Dinosaurs would likely still be around today if the 6.2-mile-wide Chicxulub asteroid had crashed into Earth just a little while before or after it did, concludes an international team of some of the world's leading paleontologists.
In short, dinosaurs were victims of colossal bad luck, according to University of Edinburgh vertebrate paleontologist and evolutionary biologist Stephen Brusatte, who led the study that is published in the latest issue of Biological Reviews.
"The asteroid almost certainly did it," meaning wiped out the dinosaurs, he told Discovery News, "but it just so happened to hit at a bad time when dinosaur ecosystems had been weakened by a loss of diversity."
"If the asteroid hit a few million years earlier, when dinosaurs were more diverse, or a few million years later, when they had a chance to recover as they often had done before after diversity losses, then dinosaurs probably wouldn't have gone extinct," he said.
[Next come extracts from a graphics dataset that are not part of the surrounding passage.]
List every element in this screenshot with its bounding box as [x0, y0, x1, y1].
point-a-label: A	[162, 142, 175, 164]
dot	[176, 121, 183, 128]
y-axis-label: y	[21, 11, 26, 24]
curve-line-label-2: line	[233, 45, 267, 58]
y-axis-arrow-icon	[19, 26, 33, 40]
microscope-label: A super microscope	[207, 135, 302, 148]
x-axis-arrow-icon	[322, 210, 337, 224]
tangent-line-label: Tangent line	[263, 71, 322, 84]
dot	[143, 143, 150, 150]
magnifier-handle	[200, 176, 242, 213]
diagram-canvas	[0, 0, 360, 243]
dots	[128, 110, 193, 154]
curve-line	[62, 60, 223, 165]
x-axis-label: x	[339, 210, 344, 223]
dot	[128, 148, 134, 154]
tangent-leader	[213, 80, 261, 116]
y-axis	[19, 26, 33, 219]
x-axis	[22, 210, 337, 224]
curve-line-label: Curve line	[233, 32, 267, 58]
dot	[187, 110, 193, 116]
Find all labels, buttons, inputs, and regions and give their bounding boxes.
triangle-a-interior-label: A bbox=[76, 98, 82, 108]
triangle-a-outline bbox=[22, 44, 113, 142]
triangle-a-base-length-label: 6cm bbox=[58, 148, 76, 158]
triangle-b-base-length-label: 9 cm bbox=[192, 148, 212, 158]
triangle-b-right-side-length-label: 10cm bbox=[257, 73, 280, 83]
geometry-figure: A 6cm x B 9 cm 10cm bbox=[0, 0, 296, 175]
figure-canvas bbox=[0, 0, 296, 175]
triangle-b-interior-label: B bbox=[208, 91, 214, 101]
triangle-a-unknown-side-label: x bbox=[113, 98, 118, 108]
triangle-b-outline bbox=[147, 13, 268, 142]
Brusatte and his team came to this conclusion after studying an updated catalog of dinosaur fossils to create a picture of how dinosaurs, and the environment, changed over the few million years before the asteroid struck what is now Mexico.
The researchers found that during the years prior to the asteroid hit, Earth was undergoing huge volcanic eruptions and extreme changes in temperature and sea level. The changes were, at least in some respects, interconnected. For example, major volcanic eruptions, especially in what is now India, likely affected global temperatures.
Tectonic events, such as mountain formation, also led to the disappearance of a large seaway that had covered much of the interior of North America during most of the Cretaceous.
All of these changes impacted dinosaur populations, with large plant-eating dinosaurs that were at the base of the food chain particularly experiencing a dramatic drop in number. This, in turn, would have weakened the entire dino ecosystem.
"I think there is a perception that when the asteroid smashed into the Yucatan Peninsula 66 million years ago, it hit a static world, something of a paradise in which dinosaurs had been thriving for millions of years," Brusatte said. "But the asteroid actually hit a planet that was experiencing a lot of turmoil."
Paleontologists may be coming to a consensus on how non-avian dinosaurs--which flourished for over 150 million years--bit the dust, but they still don't know why certain birds survived the end of the Cretaceous onslaught.
"A lot of dinosaurs really looked and behaved like birds," he said. "If we were standing around in the Cretaceous, I don't think we would have made a distinction between a Velociraptor-type dinosaur and a true bird, and that is true of these feathered dinosaurs: these things were basically birds, and the line between them and birds is an arbitrary one."
Many species of birds did go extinct around 66 million years ago--just not all of them--reminded Richard Butler of the University of Birmingham's School of Geography, Earth and Environmental Sciences. Butler was not a co-author of the new paper.
Some birds might have survived because they were small, had more offspring, or possessed certain other characteristics and behaviors that permitted their survival, Butler and Brusatte theorize.
They both think that, without the asteroid impact and all of the other climatic and environmental upheaval, dinosaurs would still be roaming the planet today.